Arthur de Gobineau, Trois ans en Asie (3 years in asia) 1859:
“There is in Persia a word of which Europeans have no idea, and of which it is difficult even to give them a translation: this word is ketmân. It means the dissimulation of one’s thoughts, the concealment of one’s opinions, the careful hiding of what one truly believes or feels.
It is not considered a shame, still less a crime; it is, on the contrary, a virtue, a duty, and a necessity, imposed on everyone by the conditions of life. To practise ketmân is not merely permitted, it is commanded.
It consists in never allowing oneself to appear as one is, but in always showing oneself otherwise; it is the art of presenting to each person the aspect that will please him most, of adopting his ideas, his tastes, his language, while inwardly remaining quite different.
This perpetual exercise of disguise is carried out with a marvellous ease, and with a kind of pleasure in tricking others, which the Persians feel very keenly. They take delight in this ingenious hypocrisy; it is a game, a triumph of subtlety, in which the winner is the one who has best succeeded in hiding the truth.”
I think this is an overstatement. I've put about 16 hours into Silksong so far, I've pretty much completed around 8-10 zones or so, unlocked most of the abilities and stuff.
I don't think Silksong is that much more difficult than HK. Honestly it's been so long since I played HK that I'm not even sure it's more difficult at all but it probably is. If you went to Hunter's March as soon as you found it you probably had a bad time but going in there later on was honestly pretty easy. And aside from that and maybe a couple other spots it's been fairly alright in terms of difficulty IMO.
Everything so far has felt achievable and reasonable to me, having played HK, Dark Souls, Elden Ring and other similar games I don't think Silksong is significantly more difficult than any of those - yet.
Maybe it gets crazy later on, but that wasn't the claim in the article. The article claims you can hardly access anything without extreme effort and I don't think that's true at all.
Many times I've asked that I'm told "he was 100% human and also 100% God." I'm sure different sects believe differently on that, but plenty do accept that. When I ask "how is it possible to be 100% human and 100% God?" you'll sometimes get answers like, "well it's like water in different forms, ice, liquid, and vapor" but that doesn't answer the question (it answers a question about how Jesus and God the Father can both be God yet still be "monotheistic"). When pushed it has always come down to "some things have to be accepted on faith." That is obviously enough for plenty of people, but I personally find it insufficient. Back when I was a believer I had cognitive dissonance over that question that I somewhat learned to live with (obviously not entirely as I am no longer a believer, but it wasn't that question that led me to ultimately lose my faith).
Does this surprise you? The council of Nicea where this was defined as the orthodox claim happened in A.D. 325.
> I'm sure different sects believe differently on that, but plenty do accept that. When I ask "how is it possible to be 100% human and 100% God?" you'll sometimes get answers like, "well it's like water in different for
The _vast majority_ hold that, because the vast majority affirm Nicea. The only major denominations not holding to the orthodoxy here are (in descending order of size) Latter Day Saints (Mormons), Oneness Pentecostals, Jehovah's Witnesses, Unitarians, and Christadelphians. They represent approximately 1.6-2.4% of the Christian population.
> you'll sometimes get answers like, "well it's like water in different forms, ice, liquid, and vapor" but that doesn't answer the question
The real (orthodox) answer depends on a metaphysics of substance that most Christians, even those who hold the orthodox view, are ill-prepared to elaborate on.
One question I always had was what the user "grte" stands for...
Btw. here the tricks I used back then to scrape the file system:
https://embracethered.com/blog/posts/2024/exploring-google-b...
It's clear enough that even people unfamiliar with it previously can follow it when you're using it to spell something and by design it's clear even over poor audio connections (or in a noisy server room).
It honestly should be taught to everyone in elementary school.
Curious too when the various disciples lived, wrote. I didn't know that scholars assumed that Matthew and Luke already had Mark's gospel to draw from.
John, on the other hand, is organized around theological and moral themes, rather than the totality of Jesus' ministry and teachings. That's why it's not considered a synoptic gospel.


- [What you are asked to do] The answer is the exact text of every line from the one that contains "What do you" to the final line of the entries below, with pictures left out.

- [Input data]
######
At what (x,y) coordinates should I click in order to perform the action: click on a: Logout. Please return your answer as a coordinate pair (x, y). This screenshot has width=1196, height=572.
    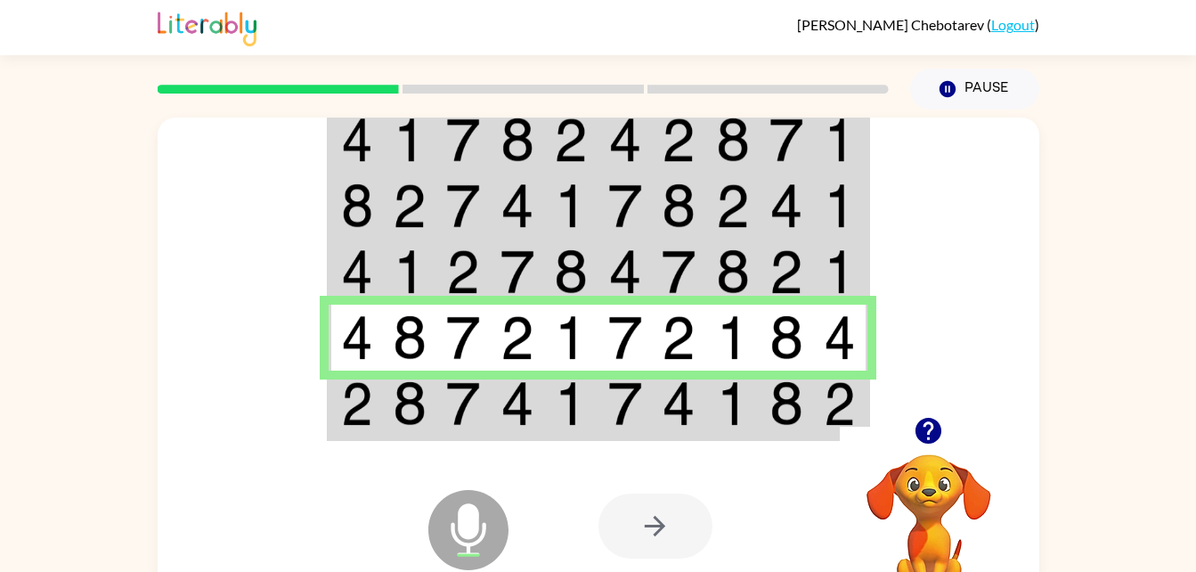
    Looking at the image, I should click on (1013, 24).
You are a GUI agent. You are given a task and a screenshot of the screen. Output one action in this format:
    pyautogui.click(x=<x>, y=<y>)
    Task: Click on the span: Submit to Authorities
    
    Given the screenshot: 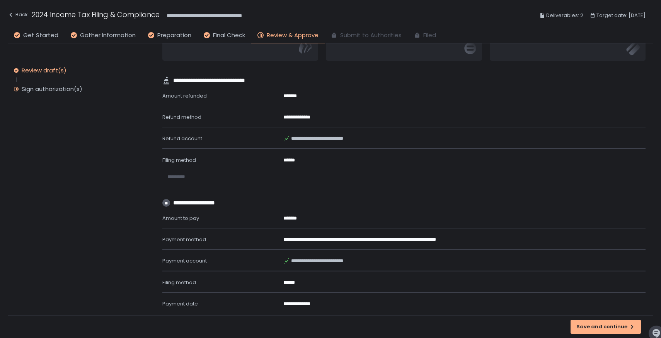 What is the action you would take?
    pyautogui.click(x=371, y=35)
    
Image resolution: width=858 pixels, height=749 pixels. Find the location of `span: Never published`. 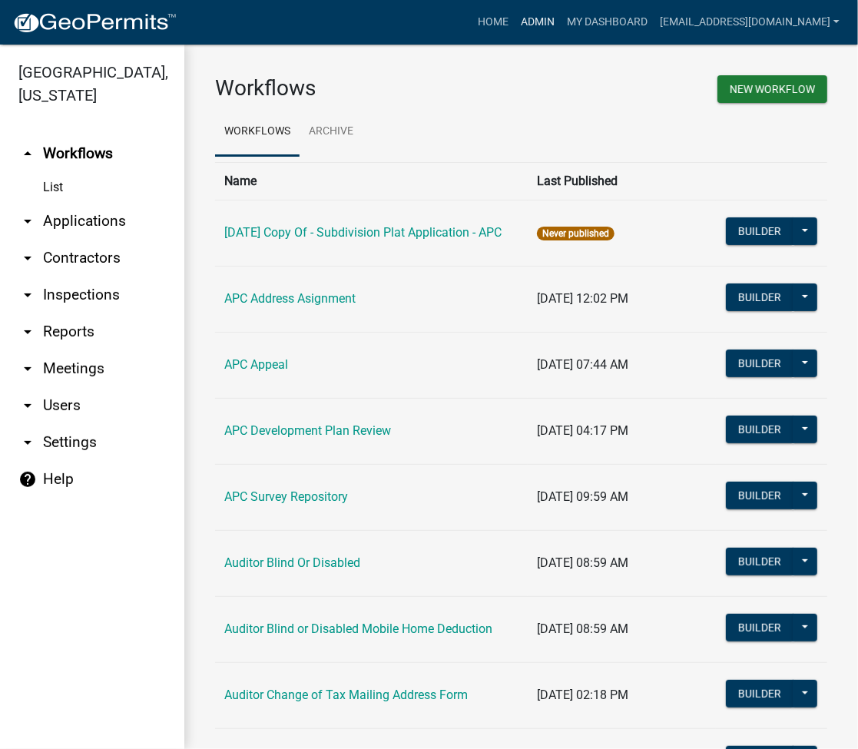

span: Never published is located at coordinates (575, 233).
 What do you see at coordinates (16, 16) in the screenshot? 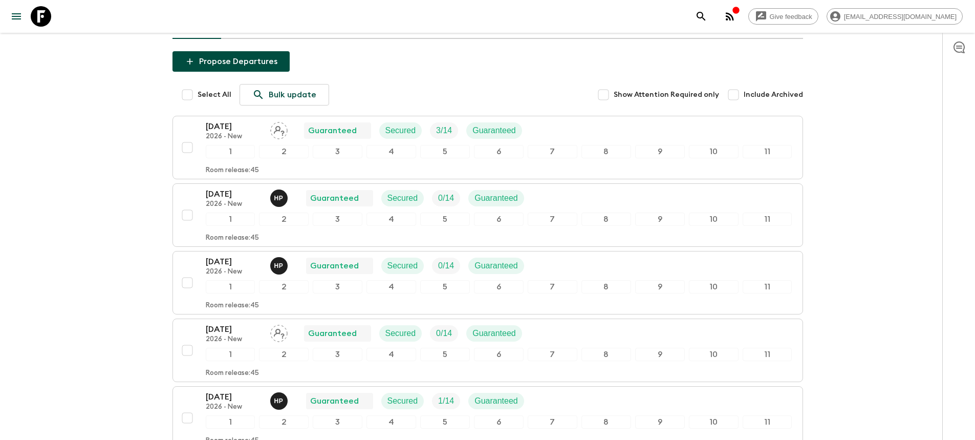
I see `button: menu` at bounding box center [16, 16].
######
- [Result below]
 What do you see at coordinates (16, 16) in the screenshot? 
I see `button: menu` at bounding box center [16, 16].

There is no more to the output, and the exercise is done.